Walmart shares fell more than 7 percent on Thursday, the retailer’s worst one-day drop since 2023, even though the company reported solid growth in sales and profit for the quarter.
John Furner told analysts on Thursday that the U.S. consumer is under pressure: "When I look at the consumer, especially here in the U.S., they’re telling us they’re feeling some pressure, and they’re looking to Walmart for value."
The numbers behind the selloff were mixed. In the three months through April, same-store sales at Walmart’s U.S. operations grew 4.1 percent from the same period a year earlier. Foot traffic rose over the quarter, and shoppers spent more per visit, supporting operating profit, which rose about 5 percent.
Still, Walmart cautioned that its operating profit would have been higher if not for a jump in fuel costs, and that management largely absorbed those higher costs instead of passing them on to customers through higher prices. John David Rainey highlighted another strain point, noting that the number of gallons of gasoline the typical customer bought per visit "fell below 10 for the first time since 2022." He added bluntly, "That’s an indication of stress."
The company said much of its growth continued to be driven by low-price private label goods, and it reported that higher-income households are trading down to stretch their budgets. Prices at Walmart’s U.S. stores rose by 1.2 percent over the period.
Those retail details came against a broader inflationary backdrop. U.S. consumer prices were up 3.8 percent in April from a year earlier, and wholesale prices rose in April at their fastest rate in four years. Management cited higher fuel costs as a material headwind to margins.
Investors punished the stock despite the top-line gains because the quarter exposed how rising input costs and subtle signs of consumer stress can blunt profit improvement. By absorbing fuel costs rather than raising shelf prices, Walmart protected customers but left less upside for earnings — a reality the market made plain with Thursday’s drop.
Market watchers also seized on the behavioral signals inside the sales figures. A rise in visits and spending per visit typically reads as resilience; a decline in gallons purchased per trip and the trading down of higher-income households point to households trimming discretionary choices. Those two threads — stronger unit sales of low-price goods and early signs of tightening at the pump — created the tension that turned steady quarterly results into a shock for shareholders.
The rout briefly turned one of the market’s familiar defensive plays into a source of volatility: what had been treated as a reliable "spy stock" for steady consumer demand became, at least for a day, a barometer of whether corporations can continue to absorb cost shocks without passing them through to shoppers.
What happens next matters to both investors and consumers. If fuel and wholesale price pressures persist, and if higher-income shoppers keep trading down, Walmart will face a test: sustain value for customers while protecting margins. The company can maintain market share by keeping prices low, but that strategy leaves thinner room for profit if input costs remain elevated.
Thursday’s decline makes a clear point: strong headline sales growth is no longer enough to inoculate large retailers from market punishment when margins are under visible pressure and consumer behavior shows strain. How Walmart manages fuel costs and whether those early signs of stress deepen will shape investor sentiment — and the stock — in the quarters ahead.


#### Work item
Copy each line below exactly and leave the pictures out.

[Data listing Boundary: Start]

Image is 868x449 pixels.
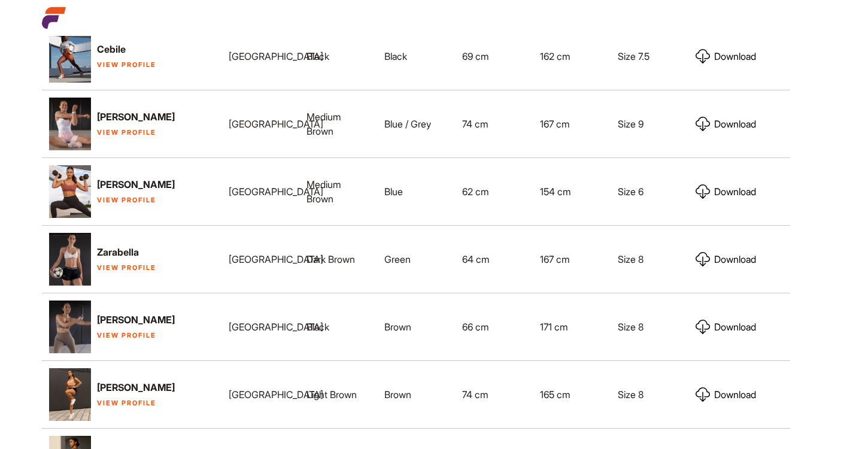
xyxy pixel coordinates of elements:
a: View Profile [97,128,156,136]
div: Size 8 [611,378,688,412]
div: Size 7.5 [611,40,688,73]
strong: Zarabella [97,246,139,258]
strong: Cebile [97,43,125,55]
img: download.svg [696,49,710,63]
div: 165 cm [533,378,611,412]
a: Download [696,387,756,401]
div: 69 cm [455,40,533,73]
div: Black [299,310,377,344]
div: 154 cm [533,174,611,208]
a: View Profile [97,61,156,68]
div: Blue [377,174,455,208]
strong: [PERSON_NAME] [97,178,174,190]
img: 2 10 [49,368,91,422]
a: View Profile [97,196,156,204]
div: Light Brown [299,378,377,412]
div: Size 8 [611,310,688,344]
div: Medium Brown [299,168,377,215]
img: Untitled 3 [49,30,91,83]
div: [GEOGRAPHIC_DATA] [221,242,299,276]
div: Black [377,40,455,73]
div: Green [377,242,455,276]
div: Size 6 [611,174,688,208]
div: 167 cm [533,107,611,141]
div: [GEOGRAPHIC_DATA] [221,107,299,141]
img: download.svg [696,252,710,267]
img: download.svg [696,319,710,334]
div: [GEOGRAPHIC_DATA] [221,310,299,344]
div: Medium Brown [299,100,377,148]
div: [GEOGRAPHIC_DATA] [221,174,299,208]
strong: [PERSON_NAME] [97,111,174,123]
div: Dark Brown [299,242,377,276]
div: 171 cm [533,310,611,344]
div: Brown [377,378,455,412]
div: 162 cm [533,40,611,73]
a: Download [696,117,756,131]
div: Brown [377,310,455,344]
div: 62 cm [455,174,533,208]
div: Size 8 [611,242,688,276]
strong: [PERSON_NAME] [97,314,174,326]
a: Download [696,185,756,199]
div: Black [299,40,377,73]
img: cropped-aefm-brand-fav-22-square.png [42,6,66,30]
div: 66 cm [455,310,533,344]
div: Blue / Grey [377,107,455,141]
img: download.svg [696,185,710,199]
a: Download [696,49,756,63]
div: Size 9 [611,107,688,141]
div: 64 cm [455,242,533,276]
a: View Profile [97,399,156,407]
div: [GEOGRAPHIC_DATA] [221,40,299,73]
img: download.svg [696,387,710,401]
img: download.svg [696,117,710,131]
a: View Profile [97,331,156,339]
div: 74 cm [455,378,533,412]
div: 74 cm [455,107,533,141]
a: Download [696,252,756,267]
a: Download [696,319,756,334]
div: [GEOGRAPHIC_DATA] [221,378,299,412]
strong: [PERSON_NAME] [97,381,174,394]
div: 167 cm [533,242,611,276]
a: View Profile [97,263,156,272]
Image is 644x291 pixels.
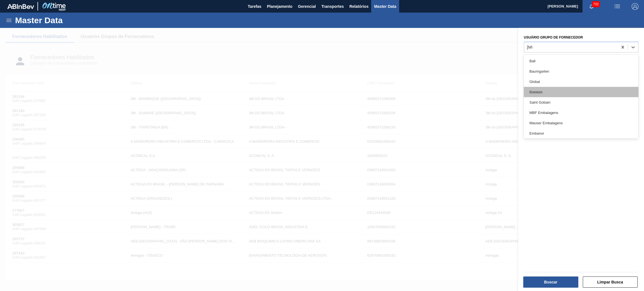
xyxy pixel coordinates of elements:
[583,277,638,288] button: Limpar Busca
[614,3,621,10] img: userActions
[583,3,601,10] button: Notificações
[524,87,639,97] div: Batatais
[523,277,578,288] button: Buscar
[524,35,583,39] label: Usuário Grupo de Fornecedor
[524,128,639,138] div: Embanor
[592,1,600,7] span: 702
[374,3,396,10] span: Master Data
[322,3,344,10] span: Transportes
[524,66,639,76] div: Baumgarten
[267,3,292,10] span: Planejamento
[298,3,316,10] span: Gerencial
[632,3,639,10] img: Logout
[524,97,639,107] div: Saint Gobain
[350,3,368,10] span: Relatórios
[524,118,639,128] div: Mauser Embalagens
[524,76,639,87] div: Global
[248,3,261,10] span: Tarefas
[7,4,34,9] img: TNhmsLtSVTkK8tSr43FrP2fwEKptu5GPRR3wAAAABJRU5ErkJggg==
[524,56,639,66] div: Ball
[524,107,639,118] div: MBF Embalagens
[15,17,114,24] h1: Master Data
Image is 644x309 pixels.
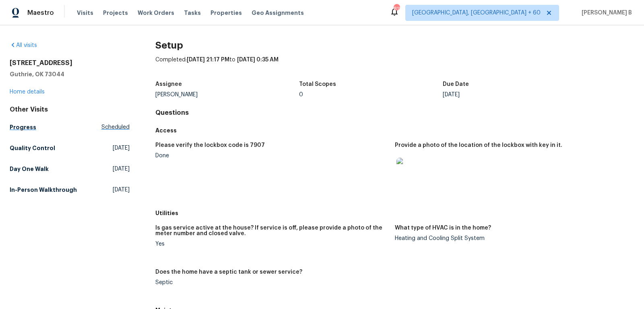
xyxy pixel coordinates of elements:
a: Home details [9,89,45,95]
span: Visits [77,9,93,17]
div: 818 [393,5,399,13]
h5: Is gas service active at the house? If service is off, please provide a photo of the meter number... [156,225,388,237]
span: [DATE] [112,186,130,194]
span: Maestro [27,9,54,17]
a: All visits [9,42,37,48]
div: Other Visits [9,106,130,114]
h5: Assignee [156,82,182,87]
span: [DATE] 21:17 PM [187,57,229,63]
h5: Does the home have a septic tank or sewer service? [156,270,302,275]
div: [PERSON_NAME] [156,92,299,97]
a: Quality Control[DATE] [9,141,130,155]
h2: [STREET_ADDRESS] [9,59,130,67]
h5: Progress [9,123,36,132]
h5: Please verify the lockbox code is 7907 [156,143,265,148]
h5: Access [156,126,634,135]
div: Septic [156,280,388,285]
span: Work Orders [137,9,174,17]
h2: Setup [156,42,634,49]
h5: Utilities [156,209,634,217]
div: Yes [156,242,388,247]
h5: What type of HVAC is in the home? [395,225,491,231]
div: 0 [299,92,442,97]
span: [DATE] 0:35 AM [237,57,278,63]
span: Geo Assignments [251,9,304,17]
span: [GEOGRAPHIC_DATA], [GEOGRAPHIC_DATA] + 60 [412,9,540,17]
h5: Total Scopes [299,82,336,87]
h5: Provide a photo of the location of the lockbox with key in it. [395,143,562,148]
a: In-Person Walkthrough[DATE] [9,183,130,198]
h5: In-Person Walkthrough [9,186,77,194]
h4: Questions [156,109,634,117]
h5: Quality Control [9,144,55,152]
span: [PERSON_NAME] B [578,9,631,17]
div: Heating and Cooling Split System [395,236,628,242]
span: Tasks [184,10,201,16]
h5: Guthrie, OK 73044 [9,71,130,78]
h5: Due Date [442,82,469,87]
a: Day One Walk[DATE] [9,162,130,176]
span: Properties [210,9,242,17]
div: Done [156,153,388,158]
div: [DATE] [442,92,586,97]
div: Completed: to [156,56,634,77]
span: [DATE] [112,165,130,173]
h5: Day One Walk [9,165,49,173]
span: Scheduled [101,123,130,132]
span: [DATE] [112,144,130,152]
span: Projects [103,9,128,17]
a: ProgressScheduled [9,120,130,135]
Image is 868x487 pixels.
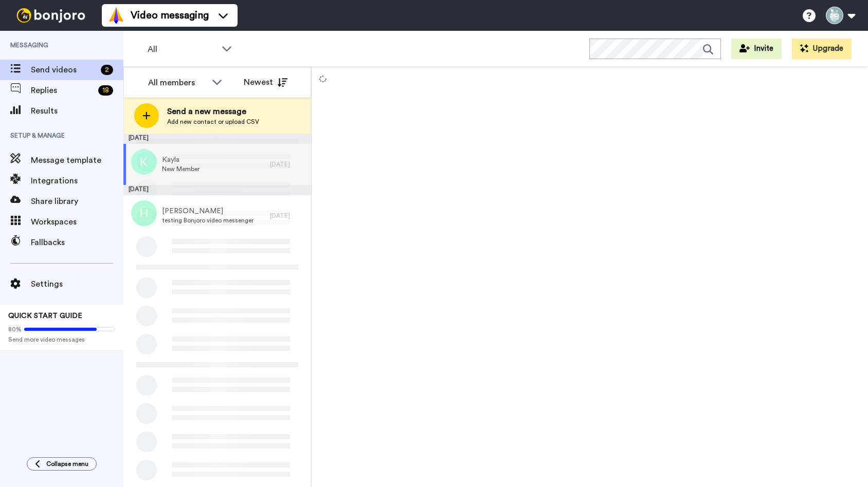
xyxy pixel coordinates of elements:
[99,85,113,96] div: 18
[124,185,311,196] div: [DATE]
[46,460,89,468] span: Collapse menu
[31,63,97,76] span: Send videos
[270,211,306,220] div: [DATE]
[148,77,207,89] div: All members
[31,196,124,207] span: Share library
[131,149,157,174] img: k.png
[8,336,115,344] span: Send more video messages
[8,313,82,320] span: QUICK START GUIDE
[124,133,311,144] div: [DATE]
[731,38,781,59] button: Invite
[270,161,306,169] div: [DATE]
[162,155,200,165] span: Kayla
[31,154,124,167] span: Message template
[167,118,259,126] span: Add new contact or upload CSV
[167,105,259,118] span: Send a new message
[792,38,851,59] button: Upgrade
[162,216,253,225] span: testing Bonjoro video messenger
[31,85,94,96] span: Replies
[162,165,200,173] span: New Member
[13,8,89,22] img: bj-logo-header-white.svg
[131,8,209,22] span: Video messaging
[100,65,113,75] div: 2
[236,72,295,93] button: Newest
[108,7,124,24] img: vm-color.svg
[162,206,253,216] span: [PERSON_NAME]
[147,43,216,56] span: All
[31,216,124,228] span: Workspaces
[31,278,124,290] span: Settings
[31,105,124,117] span: Results
[31,174,124,187] span: Integrations
[26,457,97,470] button: Collapse menu
[31,237,124,248] span: Fallbacks
[8,325,22,334] span: 80%
[131,200,157,226] img: h.png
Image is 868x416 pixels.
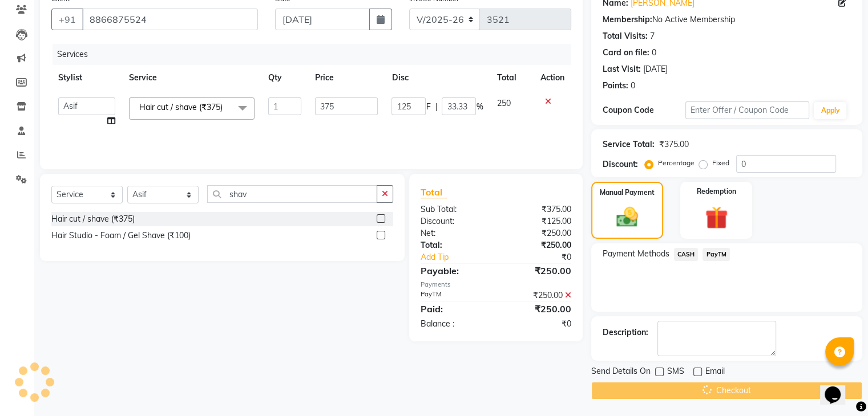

[Data listing Boundary: End]

#### Worked solution
Image is 868x449 pixels.
xyxy pixel coordinates of elements:
a: View Profile [97,128,156,136]
div: Size 8 [611,378,688,412]
div: Size 7.5 [611,40,688,73]
strong: Zarabella [97,246,139,258]
strong: Cebile [97,43,125,55]
img: download.svg [696,49,710,63]
div: 165 cm [533,378,611,412]
a: Download [696,387,756,401]
div: 69 cm [455,40,533,73]
div: Black [299,310,377,344]
div: 154 cm [533,174,611,208]
a: View Profile [97,61,156,68]
div: Blue [377,174,455,208]
strong: [PERSON_NAME] [97,178,174,190]
img: 2 10 [49,368,91,422]
a: View Profile [97,196,156,204]
div: Light Brown [299,378,377,412]
div: Size 8 [611,310,688,344]
div: Medium Brown [299,168,377,215]
img: Untitled 3 [49,30,91,83]
div: [GEOGRAPHIC_DATA] [221,242,299,276]
div: Black [377,40,455,73]
div: Green [377,242,455,276]
div: Size 6 [611,174,688,208]
div: 167 cm [533,107,611,141]
div: [GEOGRAPHIC_DATA] [221,107,299,141]
img: download.svg [696,252,710,267]
img: download.svg [696,319,710,334]
div: [GEOGRAPHIC_DATA] [221,310,299,344]
div: Medium Brown [299,100,377,148]
div: [GEOGRAPHIC_DATA] [221,174,299,208]
strong: [PERSON_NAME] [97,111,174,123]
div: Dark Brown [299,242,377,276]
div: 171 cm [533,310,611,344]
div: Brown [377,378,455,412]
div: 162 cm [533,40,611,73]
a: Download [696,117,756,131]
div: Brown [377,310,455,344]
div: 62 cm [455,174,533,208]
div: Size 8 [611,242,688,276]
strong: [PERSON_NAME] [97,314,174,326]
a: Download [696,185,756,199]
div: Black [299,40,377,73]
img: cropped-aefm-brand-fav-22-square.png [42,6,66,30]
div: 66 cm [455,310,533,344]
div: Blue / Grey [377,107,455,141]
img: download.svg [696,185,710,199]
a: Download [696,49,756,63]
div: Size 9 [611,107,688,141]
div: 64 cm [455,242,533,276]
a: View Profile [97,399,156,407]
div: [GEOGRAPHIC_DATA] [221,40,299,73]
img: download.svg [696,387,710,401]
img: download.svg [696,117,710,131]
a: View Profile [97,331,156,339]
div: 74 cm [455,378,533,412]
div: 74 cm [455,107,533,141]
a: Download [696,252,756,267]
a: Download [696,319,756,334]
div: [GEOGRAPHIC_DATA] [221,378,299,412]
strong: [PERSON_NAME] [97,381,174,394]
div: 167 cm [533,242,611,276]
a: View Profile [97,263,156,272]
Image is 644x291 pixels.
xyxy pixel coordinates of elements:
[583,277,638,288] button: Limpar Busca
[614,3,621,10] img: userActions
[583,3,601,10] button: Notificações
[524,87,639,97] div: Batatais
[523,277,578,288] button: Buscar
[524,35,583,39] label: Usuário Grupo de Fornecedor
[524,128,639,138] div: Embanor
[592,1,600,7] span: 702
[374,3,396,10] span: Master Data
[322,3,344,10] span: Transportes
[524,66,639,76] div: Baumgarten
[267,3,292,10] span: Planejamento
[298,3,316,10] span: Gerencial
[632,3,639,10] img: Logout
[524,97,639,107] div: Saint Gobain
[350,3,368,10] span: Relatórios
[524,118,639,128] div: Mauser Embalagens
[524,76,639,87] div: Global
[248,3,261,10] span: Tarefas
[7,4,34,9] img: TNhmsLtSVTkK8tSr43FrP2fwEKptu5GPRR3wAAAABJRU5ErkJggg==
[524,56,639,66] div: Ball
[524,107,639,118] div: MBF Embalagens
[15,17,114,24] h1: Master Data
Image is 644x309 pixels.
xyxy pixel coordinates of elements:
a: Home details [9,89,45,95]
span: Visits [77,9,93,17]
div: 818 [393,5,399,13]
h5: Is gas service active at the house? If service is off, please provide a photo of the meter number... [156,225,388,237]
span: [DATE] [112,186,130,194]
span: Maestro [27,9,54,17]
a: All visits [9,42,37,48]
div: Other Visits [9,106,130,114]
h5: Assignee [156,82,182,87]
span: [DATE] 21:17 PM [187,57,229,63]
h5: Does the home have a septic tank or sewer service? [156,270,302,275]
div: [PERSON_NAME] [156,92,299,97]
a: Quality Control[DATE] [9,141,130,155]
h2: [STREET_ADDRESS] [9,59,130,67]
h5: Progress [9,123,36,132]
h5: Please verify the lockbox code is 7907 [156,143,265,148]
h5: Access [156,126,634,135]
div: Septic [156,280,388,285]
span: Work Orders [137,9,174,17]
h2: Setup [156,42,634,49]
h5: Utilities [156,209,634,217]
div: Yes [156,242,388,247]
h5: What type of HVAC is in the home? [395,225,491,231]
div: 0 [299,92,442,97]
span: [DATE] 0:35 AM [237,57,278,63]
span: Geo Assignments [251,9,304,17]
span: [GEOGRAPHIC_DATA], [GEOGRAPHIC_DATA] + 60 [412,9,540,17]
h5: Total Scopes [299,82,336,87]
h5: Provide a photo of the location of the lockbox with key in it. [395,143,562,148]
a: In-Person Walkthrough[DATE] [9,183,130,198]
h5: In-Person Walkthrough [9,186,77,194]
h4: Questions [156,109,634,117]
h5: Quality Control [9,144,55,152]
span: [PERSON_NAME] B [578,9,631,17]
div: Heating and Cooling Split System [395,236,628,242]
span: Tasks [184,10,201,16]
h5: Guthrie, OK 73044 [9,71,130,78]
h5: Due Date [442,82,469,87]
a: Day One Walk[DATE] [9,162,130,176]
span: Properties [210,9,242,17]
div: Done [156,153,388,158]
div: [DATE] [442,92,586,97]
div: Completed: to [156,56,634,77]
span: [DATE] [112,165,130,173]
h5: Day One Walk [9,165,49,173]
span: Scheduled [101,123,130,132]
span: [DATE] [112,144,130,152]
span: Projects [103,9,128,17]
a: ProgressScheduled [9,120,130,135]
Image is 868x487 pixels.
xyxy pixel coordinates of elements:
[99,85,113,96] div: 18
[124,185,311,196] div: [DATE]
[46,460,89,468] span: Collapse menu
[31,63,97,76] span: Send videos
[270,211,306,220] div: [DATE]
[148,77,207,89] div: All members
[31,196,124,207] span: Share library
[131,149,157,174] img: k.png
[8,336,115,344] span: Send more video messages
[8,313,82,320] span: QUICK START GUIDE
[124,133,311,144] div: [DATE]
[731,38,781,59] button: Invite
[270,161,306,169] div: [DATE]
[162,155,200,165] span: Kayla
[31,154,124,167] span: Message template
[167,118,259,126] span: Add new contact or upload CSV
[167,105,259,118] span: Send a new message
[792,38,851,59] button: Upgrade
[162,216,253,225] span: testing Bonjoro video messenger
[31,85,94,96] span: Replies
[162,165,200,173] span: New Member
[13,8,89,22] img: bj-logo-header-white.svg
[131,8,209,22] span: Video messaging
[100,65,113,75] div: 2
[236,72,295,93] button: Newest
[108,7,124,24] img: vm-color.svg
[162,206,253,216] span: [PERSON_NAME]
[147,43,216,56] span: All
[31,216,124,228] span: Workspaces
[31,278,124,290] span: Settings
[31,105,124,117] span: Results
[31,174,124,187] span: Integrations
[26,457,97,470] button: Collapse menu
[31,237,124,248] span: Fallbacks
[8,325,22,334] span: 80%
[131,200,157,226] img: h.png
Image is 868x416 pixels.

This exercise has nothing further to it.